Citation: Quiñones B, Swimley MS, Narm K-E, Patel RN, Cooley MB and Mandrell RE (2012) O-antigen and virulence profiling of Shiga toxin-producing Escherichia coli by a rapid and cost–effective DNA microarray colorimetric method. Front. Cell. Inf. Microbio. 2:61. doi: 10.3389/fcimb.2012.00061

Received: 16 March 2012; Paper pending published: 13 April 2012;
Accepted: 18 April 2012; Published online: 11 May 2012.

Edited by:

Nora Lía Padola, Universidad Nacional del Centro de la Provincia de Buenos Aires, Argentina

Reviewed by:

Deborah Threadgill, North Carolina State University, USA
Analía Inés Etcheverría, Universidad Nacional del Centro de la Provincia de Buenos Aires, Argentina

Copyright: © 2012 Quiñones, Swimley, Narm, Patel, Cooley and Mandrell.
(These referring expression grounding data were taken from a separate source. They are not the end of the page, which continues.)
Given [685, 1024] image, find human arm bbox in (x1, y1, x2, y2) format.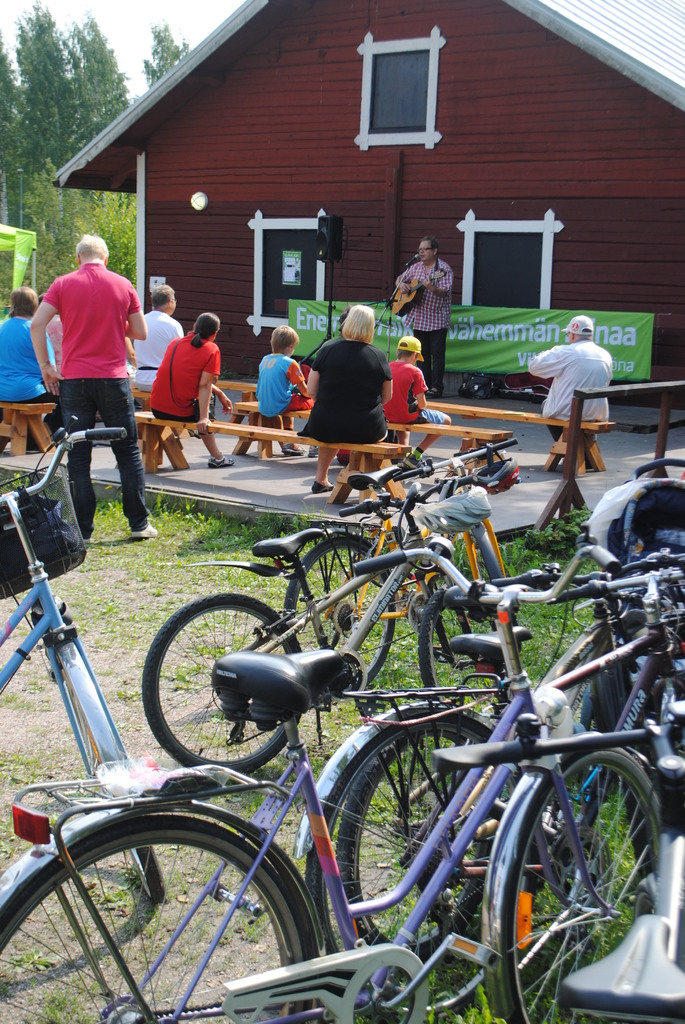
(393, 266, 412, 296).
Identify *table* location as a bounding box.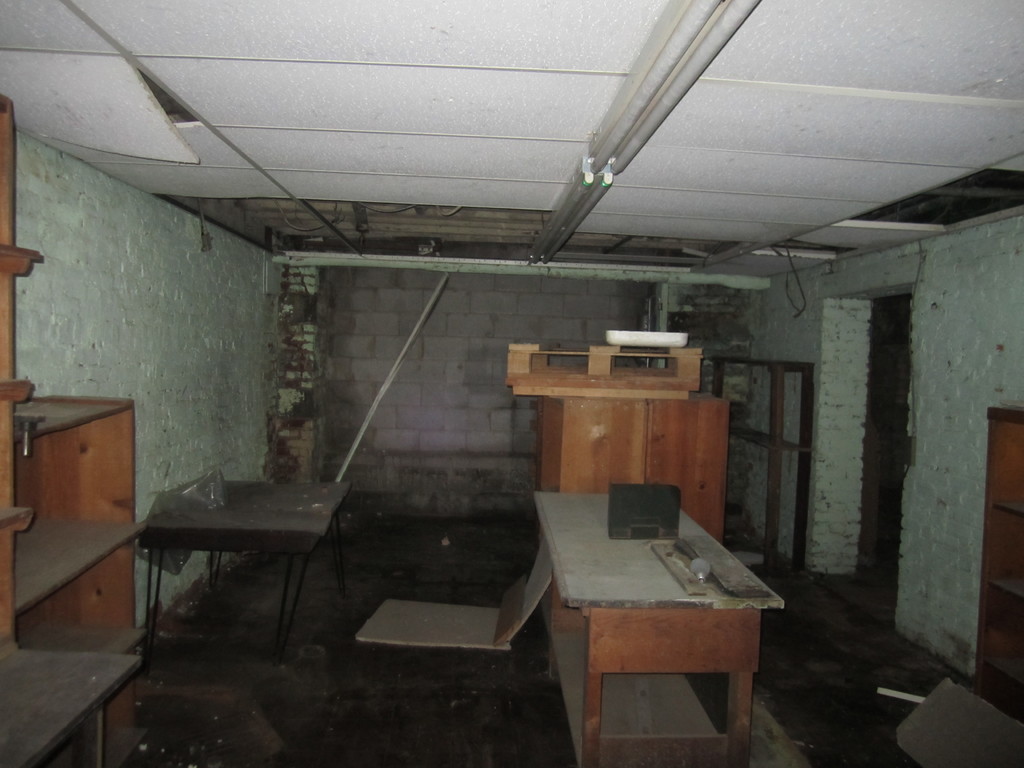
bbox(529, 492, 786, 767).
This is an open-access article distributed under the terms of the Creative Commons Attribution Non Commercial License, which permits non-commercial use, distribution, and reproduction in other forums, provided the original authors and source are credited.

*Correspondence: Beatriz Quiñones, Produce Safety and Microbiology Research Unit, Western Regional Research Center, U.S. Department of Agriculture/Agricultural Research Service, 800 Buchanan Street, WAB 214L, Albany, CA 94710, USA. e-mail: beatriz.quinones@ars.usda.gov

Present address: Koh-Eun Narm, University of Illinois, Department of Microbiology, B212 Chemical and Life Sciences Laboratory, Urbana, IL 61801, USA.